Confidence doesn’t make you successful. The missing ingredient is competence!

Successful people are confident, but confidence doesn’t make you successful. The missing ingredient is competence!

Competence is the key to moving into the unknown and being ok with uncertainty or any hurdles you may face in your day to day life. Having the competence to decide when to press the pause or game over button is as important as being able to ‘bluff’ your way through a situation.

When we are overconfident, we can make mistakes. We assume because we’ve done something before, we can do something else. It is a tricky old game. Confidence is fluid. Everyone strives to be more confident, assuming it suddenly makes life easier or allows you a secret pass to the world of success. Confident people are like everyone else, they are humans and need to work on this important quality. And without the foundations, the underlying knowledge and experience, then your new-found confidence is misinformed, and can lead you into tricky situations.

No one is born with confidence. You only gain it by trying new things, maybe even overcoming adversity. It is a balancing act as before you try new things, you need a base level of confidence.

Sometimes you feel confident, other times it is like you need to find it, “Where is my missing confidence?”. How many times have you looked at someone who you think is confident and wish you could be like them, but never ask how they ‘achieved’ this? Is it real confidence, backed with experience, or misplaced overconfidence?

On the surface and to the outside world I am confident, but there are days when I hold my hand up and need to admit defeat. Being confident doesn’t mean you are immune to feeling self-doubt, especially in a new area in your life. Being confident doesn’t give you access to a magic bag of tricks to overcome hurdles – you will need resilience for this: reminding yourself you have overcome tricky situations before and having a flexible mindset.

I remember in the Spring of 2019 I hiked Ben Nevis, the tallest mountain in Scotland – solo. As I climbed, I felt my confidence grow, but to hike in the first place I had to have some level of confidence. And that came from knowing I have hiked other mountains, from a respect of mountains, and following my gut.

When I was only five minutes away from the summit, I stopped and turned back. There was a white-out at the top of the mountain, I couldn’t see one footstep in front let alone the route to the summit. I knew immediately my boundaries and although I have hiked, it’s never been solo and definitely not in these conditions. My gut, based on my competence, acted as a reminder not to be the overconfident version of me, that warrior princess I know lives inside, and push on but to know when to say ‘get me out of here’.

I waited in the same spot for some time until other hikers passed returning from the summit and I followed them safely down the mountain.

Never be fooled by overconfident people. Sometimes they are clueless and are bluffing their way through with limited, or no, knowledge or experience to justify their confidence. Confidence, backed up with competence, is a true quality attribute. Confidence with no supporting competence is dangerous.

If you ever think you’ve lost your confidence, then go away and work on something you’re competent at. Never doubt your ability, sometimes you need to go back to basics and build up your confidence again. Many small steps in the right direction, leads to big achievements. This eventually grows competence and confidence! Once you’ve got your mojo back, then get back out there and tackle the big stuff by starting small again.

What is important is we don’t wait to feel confident to start something new or different, as guess what – you will be waiting forever to find that confidence. Start small. If you want to run a marathon then start with a 1km loop, then increase to 3km, move up to 5km then as your running competence grows, so will your confidence and you achieve your goals.

If you do find yourself in a confidence slump then pause, reflect and slowly build up your confidence. How? We only learn about ourselves by looking back over our life and joining the dots. Remember experiences where you may have struggled to achieve something or encountered a difficult period, then also remember how you overcame the adversity or achieved that big goal, which once seemed out of reach. Or remember that job promotion you never thought you were good enough for or the time you tried a new hobby for the first time. Confidence is a quality, a bit like a muscle, which you need to keep developing, nurturing, stretching and maintaining.

Every step in life will lead you to grow in confidence or encounter a setback. Being competent is knowing what you know and knowing what you don’t know. Reminding yourself, each day is a day to learn. So get out there and earn that confidence by pushing yourself in life and growing your competence.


**Exercise objective**
If a record holds a picture, drop the picture and return the rest of the record word for word.

===

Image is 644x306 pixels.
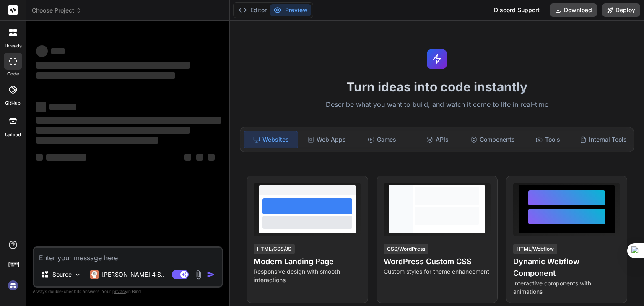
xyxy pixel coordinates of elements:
span: Choose Project [32,7,82,15]
span: privacy [113,289,127,293]
span: ‌ [36,62,190,68]
div: HTML/CSS/JS [254,243,295,254]
span: ‌ [36,45,48,57]
p: Responsive design with smooth interactions [254,267,360,284]
span: ‌ [36,137,158,143]
label: threads [4,42,22,49]
h4: Dynamic Webflow Component [513,255,620,279]
img: Claude 4 Sonnet [90,270,98,279]
button: Editor [235,4,270,16]
img: signin [6,278,20,292]
h4: WordPress Custom CSS [384,255,490,267]
span: ‌ [51,48,64,54]
span: ‌ [36,117,221,124]
span: ‌ [36,72,175,79]
span: ‌ [36,102,46,112]
label: GitHub [5,99,20,107]
p: Interactive components with animations [513,279,620,296]
img: Pick Models [74,271,81,278]
div: Games [355,130,409,148]
button: Deploy [602,4,640,17]
img: attachment [194,270,203,279]
p: Always double-check its answers. Your in Bind [33,288,223,295]
span: ‌ [208,154,214,160]
label: code [7,70,19,77]
h1: Turn ideas into code instantly [235,79,639,94]
p: Source [52,270,71,279]
span: ‌ [196,154,203,160]
label: Upload [5,131,21,138]
div: Discord Support [489,4,545,17]
div: APIs [410,130,464,148]
button: Download [549,4,597,17]
h4: Modern Landing Page [254,255,360,267]
span: ‌ [46,154,86,160]
p: [PERSON_NAME] 4 S.. [102,270,164,279]
span: ‌ [185,154,191,160]
p: Custom styles for theme enhancement [384,267,490,276]
div: HTML/Webflow [513,243,557,254]
span: ‌ [36,127,190,133]
div: Components [466,130,519,148]
p: Describe what you want to build, and watch it come to life in real-time [235,99,639,110]
div: Websites [244,130,298,148]
span: ‌ [36,154,43,160]
span: ‌ [49,104,76,110]
div: CSS/WordPress [384,243,428,254]
div: Web Apps [300,130,353,148]
div: Internal Tools [576,130,630,148]
button: Preview [270,4,311,16]
div: Tools [521,130,574,148]
img: icon [207,270,215,279]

===

**Your solution**
Image is 644x306 pixels.
xyxy pixel coordinates of elements:
span: Choose Project [32,7,82,15]
span: privacy [113,289,127,293]
span: ‌ [36,62,190,68]
div: HTML/CSS/JS [254,243,295,254]
span: ‌ [36,45,48,57]
p: Responsive design with smooth interactions [254,267,360,284]
span: ‌ [36,137,158,143]
label: threads [4,42,22,49]
h4: Dynamic Webflow Component [513,255,620,279]
img: Claude 4 Sonnet [90,270,98,279]
button: Editor [235,4,270,16]
img: signin [6,278,20,292]
h4: WordPress Custom CSS [384,255,490,267]
span: ‌ [51,48,64,54]
span: ‌ [36,117,221,124]
span: ‌ [36,72,175,79]
span: ‌ [36,102,46,112]
label: GitHub [5,99,20,107]
p: Interactive components with animations [513,279,620,296]
img: Pick Models [74,271,81,278]
div: Games [355,130,409,148]
button: Deploy [602,4,640,17]
img: attachment [194,270,203,279]
p: Always double-check its answers. Your in Bind [33,288,223,295]
span: ‌ [208,154,214,160]
label: code [7,70,19,77]
h1: Turn ideas into code instantly [235,79,639,94]
p: Source [52,270,71,279]
span: ‌ [196,154,203,160]
label: Upload [5,131,21,138]
div: Discord Support [489,4,545,17]
div: APIs [410,130,464,148]
button: Download [549,4,597,17]
h4: Modern Landing Page [254,255,360,267]
span: ‌ [46,154,86,160]
p: [PERSON_NAME] 4 S.. [102,270,164,279]
span: ‌ [185,154,191,160]
p: Custom styles for theme enhancement [384,267,490,276]
div: HTML/Webflow [513,243,557,254]
span: ‌ [36,127,190,133]
div: Components [466,130,519,148]
p: Describe what you want to build, and watch it come to life in real-time [235,99,639,110]
div: Websites [244,130,298,148]
span: ‌ [36,154,43,160]
span: ‌ [49,104,76,110]
div: CSS/WordPress [384,243,428,254]
div: Web Apps [300,130,353,148]
div: Internal Tools [576,130,630,148]
button: Preview [270,4,311,16]
div: Tools [521,130,574,148]
img: icon [207,270,215,279]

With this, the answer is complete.